I would like to open the seven vials of the wrath of the Most High and spill them on this nefarious industry. Every day the press tells of some official, treasurer, agent or partner who has fallen or fled, a ruined man, and uncounted thousands suffer their shame unknown.
It is on record that one lottery drawing in London was followed by the suicide of fifty persons who held blank tickets. What rapacious miscreants they must be who ply this trade of spoilation.
As I study the character of this obdurate and unprincipled human wolf, I see only one trait that is worthy of praise; the zeal and strategy displayed in his gross rascality.
As I contrast this with the apathy of many of the virtuous men who seek to lead the people in ways of rectitude, I recall the reply of the Scottish fisherman to the listless angler who caught nothing, while the old hand was steadily filling the creel. “What is the difference, Sandy?” asked the dawdler, “between your fishing and mine?” “Dinna ye ken the difference, mon? You are fishin’ for fun and I’m fishin’ for fish.” Would that we who work in the laudable employment of saving and reforming men, were as busy and as full of resources as these reprehensible foes of society!
Perhaps the young man who reads these words will ask, “How can I keep my mind from defilement and escape the lure of these soul destroyers?” There is only one sure way, and then there is one not so sure.
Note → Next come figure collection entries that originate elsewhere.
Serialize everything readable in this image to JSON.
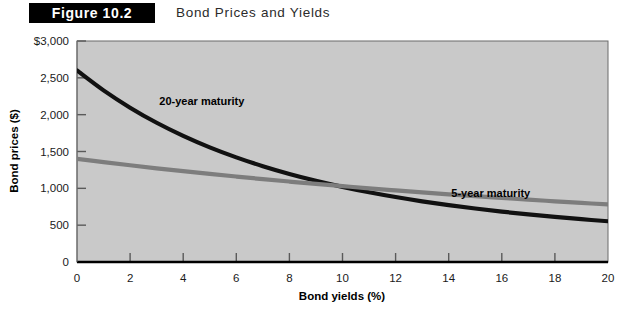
{
  "figure": {
    "badge_label": "Figure 10.2",
    "title": "Bond Prices and Yields"
  },
  "chart_data": {
    "type": "line",
    "title": "Bond Prices and Yields",
    "xlabel": "Bond yields (%)",
    "ylabel": "Bond prices ($)",
    "xlim": [
      0,
      20
    ],
    "ylim": [
      0,
      3000
    ],
    "grid": false,
    "legend_position": "inline-annotations",
    "plot_background": "#c9c9c9",
    "x_ticks": [
      0,
      2,
      4,
      6,
      8,
      10,
      12,
      14,
      16,
      18,
      20
    ],
    "x_tick_labels": [
      "0",
      "2",
      "4",
      "6",
      "8",
      "10",
      "12",
      "14",
      "16",
      "18",
      "20"
    ],
    "y_ticks": [
      0,
      500,
      1000,
      1500,
      2000,
      2500,
      3000
    ],
    "y_tick_labels": [
      "0",
      "500",
      "1,000",
      "1,500",
      "2,000",
      "2,500",
      "$3,000"
    ],
    "x": [
      0,
      1,
      2,
      3,
      4,
      5,
      6,
      7,
      8,
      9,
      10,
      11,
      12,
      13,
      14,
      15,
      16,
      17,
      18,
      19,
      20
    ],
    "series": [
      {
        "name": "20-year maturity",
        "color": "#111111",
        "label_x": 3.1,
        "label_y": 2130,
        "values": [
          2600,
          2330,
          2095,
          1890,
          1712,
          1556,
          1420,
          1300,
          1195,
          1102,
          1020,
          947,
          882,
          824,
          772,
          726,
          684,
          646,
          612,
          581,
          553
        ]
      },
      {
        "name": "5-year maturity",
        "color": "#7d7d7d",
        "label_x": 14.1,
        "label_y": 880,
        "values": [
          1400,
          1356,
          1313,
          1272,
          1233,
          1196,
          1160,
          1125,
          1092,
          1060,
          1030,
          1000,
          972,
          945,
          919,
          894,
          870,
          846,
          824,
          802,
          781
        ]
      }
    ],
    "annotations": [
      {
        "text": "20-year maturity",
        "x": 3.1,
        "y": 2130
      },
      {
        "text": "5-year maturity",
        "x": 14.1,
        "y": 880
      }
    ]
  }
}
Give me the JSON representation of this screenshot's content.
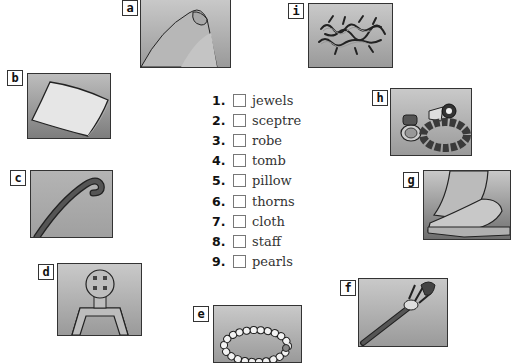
{
  "exercise": {
    "items": [
      {
        "number": "1.",
        "word": "jewels"
      },
      {
        "number": "2.",
        "word": "sceptre"
      },
      {
        "number": "3.",
        "word": "robe"
      },
      {
        "number": "4.",
        "word": "tomb"
      },
      {
        "number": "5.",
        "word": "pillow"
      },
      {
        "number": "6.",
        "word": "thorns"
      },
      {
        "number": "7.",
        "word": "cloth"
      },
      {
        "number": "8.",
        "word": "staff"
      },
      {
        "number": "9.",
        "word": "pearls"
      }
    ]
  },
  "pictures": {
    "a": {
      "label": "a",
      "depicts": "robe"
    },
    "b": {
      "label": "b",
      "depicts": "pillow"
    },
    "c": {
      "label": "c",
      "depicts": "staff"
    },
    "d": {
      "label": "d",
      "depicts": "tomb"
    },
    "e": {
      "label": "e",
      "depicts": "pearls"
    },
    "f": {
      "label": "f",
      "depicts": "sceptre"
    },
    "g": {
      "label": "g",
      "depicts": "cloth"
    },
    "h": {
      "label": "h",
      "depicts": "jewels"
    },
    "i": {
      "label": "i",
      "depicts": "thorns"
    }
  }
}
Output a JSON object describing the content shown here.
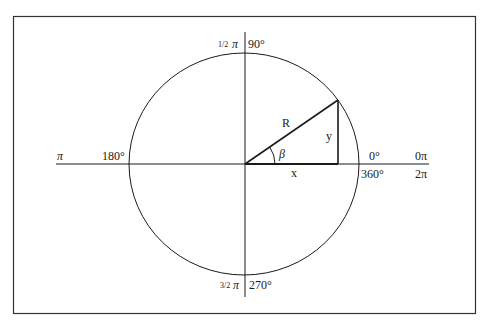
{
  "diagram": {
    "colors": {
      "stroke": "#1a1a1a",
      "frame": "#333333",
      "background": "#ffffff"
    },
    "labels": {
      "top_fraction": "1/2",
      "top_pi": "π",
      "top_deg": "90°",
      "bottom_fraction": "3/2",
      "bottom_pi": "π",
      "bottom_deg": "270°",
      "left_pi": "π",
      "left_deg": "180°",
      "right_deg_top": "0°",
      "right_rad_top": "0π",
      "right_deg_bottom": "360°",
      "right_rad_bottom": "2π",
      "radius": "R",
      "opposite": "y",
      "adjacent": "x",
      "angle": "β"
    }
  }
}
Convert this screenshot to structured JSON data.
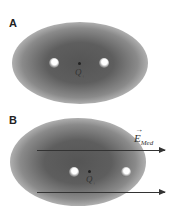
{
  "panels": [
    {
      "label": "A",
      "charge_label": "Q",
      "charge_subscript": "+"
    },
    {
      "label": "B",
      "charge_label": "Q",
      "charge_subscript": "+",
      "field_label": "E",
      "field_subscript": "Med",
      "field_vector_mark": "→"
    }
  ]
}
By the simple moral integrity of your soul and a happy bias of natural temperament you may stand firm amid all temptations and come through unscathed. Some have been able to come forth conquerors with these weapons, but many have failed.
The better way, the surer way, is to make a friend and associate early in life of Him who is mighty to save; to cling close to Him with tremorless trust, and take from Him such blameless pleasures as shall make this and all other vicious indulgences seem mean. Remember the mythical story of the sirens who decoyed men to death. When the wise Ulysses had to sail hard by the enchanted isle, he bound the sailors fast to the mast with knotted ropes, and when the ravishing strains of their music floated over the waves they could only tug at their cords, they could not go to their death. The sweet singer Orpheus had to steer his boat over the same dangerous course, but he tied no man. He left them bodily free to leap into the sea and swim to their destruction, but he bound their souls with chords of such heavenly harmonies struck from his lute, that they sailed heedless under the lee of the fateful island, steeped in such ecstacy of melody that they heard not one note of the siren’s song.
It is well to bind the passions and lusts with strong vows and good resolutions. It is best of all to have the soul bound by the heaven-born spell which fills the whole being with delight. This bliss ineffable makes earthly and carnal joys seem contemptible, and drowns every evil desire in the great cry from the heart’s depths:
“Nearer, my God, to Thee,
Nearer to Thee.”
The third count in this black indictment is that gaming not only dethrones God and degrades man, but destroys the most blessed of all human institutions, the home.